Cheesetique has been an Alexandria institution since 2004. The Del Ray wine bar and artisan cheese shop built its reputation over two decades through word of mouth, loyal regulars, and consistent press coverage from outlets like Forbes, Washingtonian, WTOP, and Eater.
But by 2024, the restaurant landscape had shifted. The customers who had discovered Cheesetique through magazine write-ups were still coming — but a new generation of diners was discovering restaurants in an entirely different way: through social media content from creators they follow.
Cheesetique's challenge wasn't fixing something broken. It was reaching the audience that didn't know they existed — the 73% of Millennials and Gen Z who choose restaurants based on what they see on social media.
The team began inviting 2–3 local content creators per week for comped dining experiences — brunch, dinner, and retail visits.

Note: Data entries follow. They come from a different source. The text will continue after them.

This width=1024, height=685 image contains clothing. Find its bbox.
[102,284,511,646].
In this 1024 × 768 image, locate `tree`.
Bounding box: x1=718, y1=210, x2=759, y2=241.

Each creator received a meal for 2–4 guests (average comp: $100–$150, real food cost roughly 30% of that).
Raclette Fest, Cherry Blossom menu previews, Wine Expos, and Cheese Week became anchor moments for creator visits. The February 2025 Raclette Fest preview alone brought in 8 creators who collectively generated over 300,000 views.

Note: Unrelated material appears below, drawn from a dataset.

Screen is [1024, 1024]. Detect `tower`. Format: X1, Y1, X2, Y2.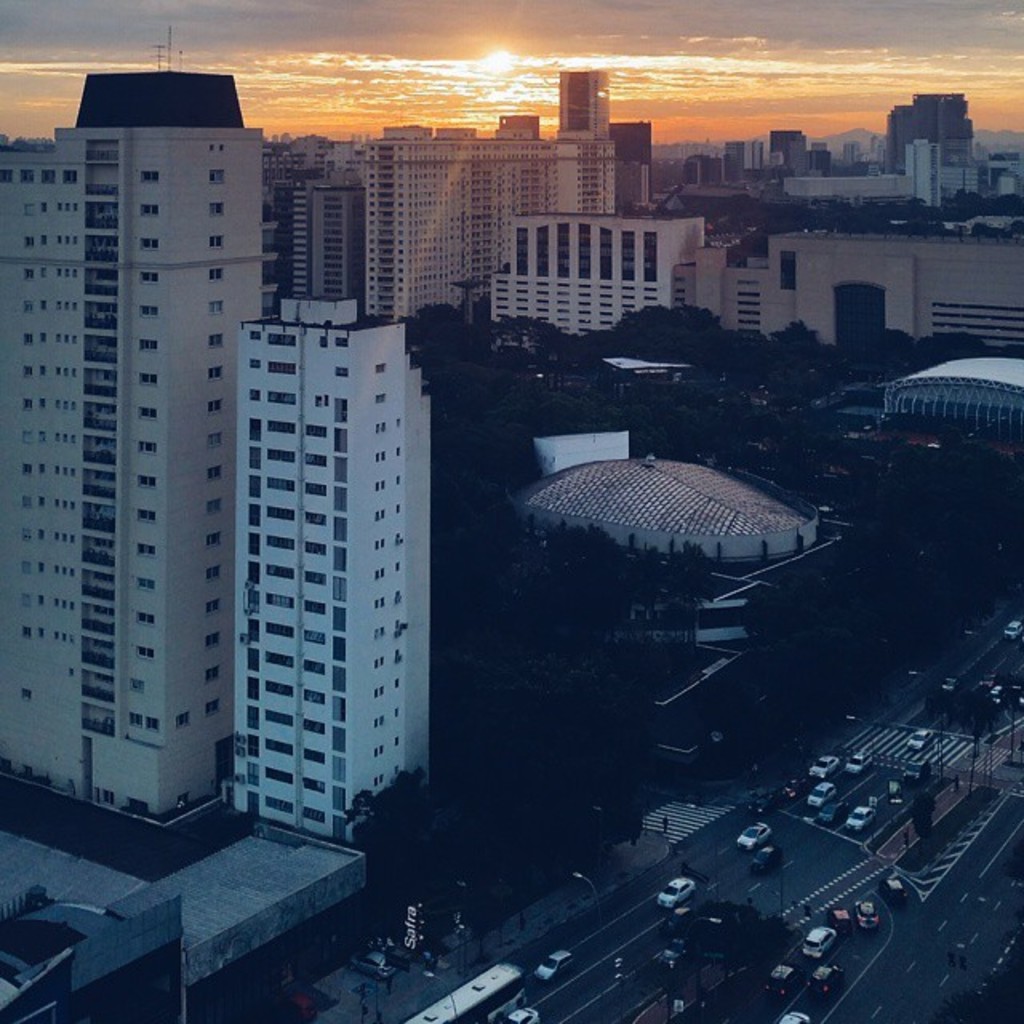
870, 88, 971, 227.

Rather than focusing only on food, visits were designed around what makes Cheesetique unique — the cheese counter, retail shop, wine flights, and the personal touch of a family-run business celebrating its 20th year.

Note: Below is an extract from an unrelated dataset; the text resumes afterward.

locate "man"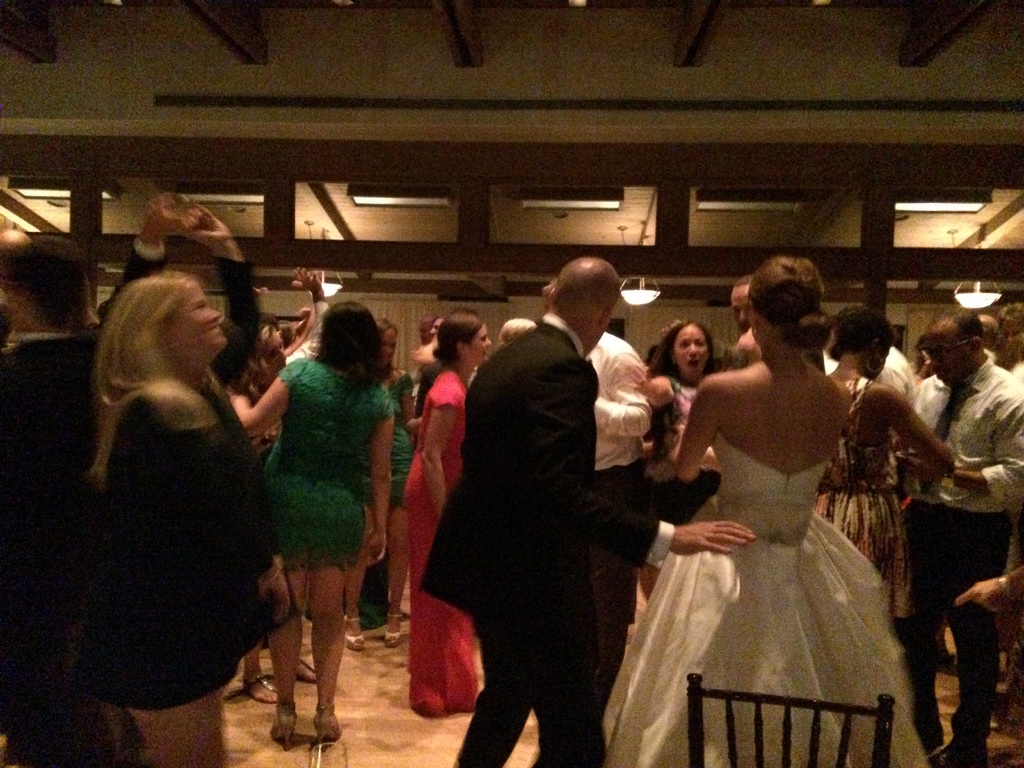
select_region(0, 233, 121, 767)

Full-year 2024 sales ended essentially flat — the creator program didn't launch until September. But the impact showed up immediately in the months that followed.
Established brands don't typically see social media surges. Cheesetique added 33% to its Instagram following in 16 months — not from paid ads, but from authentic creator content that introduced the brand to a younger audience.
“After 20 years, we thought everyone knew us. Creator marketing showed us how many people in our own neighborhood had never heard of Cheesetique.”
For a restaurant that had built its reputation over two decades, creator marketing wasn't about starting from scratch — it was about extending reach to the audience that discovers restaurants on their phone, not in a magazine.
Total investment: roughly 100 comped meals at an average food cost of $30–$45 each. The return: 1.2 million views, 2,800 new Instagram followers, 18% sales growth in the first 12 months, and a 20-year-old brand that feels fresh again.
BuzzGetter automates everything Cheesetique did manually — posting campaigns, matching with creators, scheduling visits, and tracking results.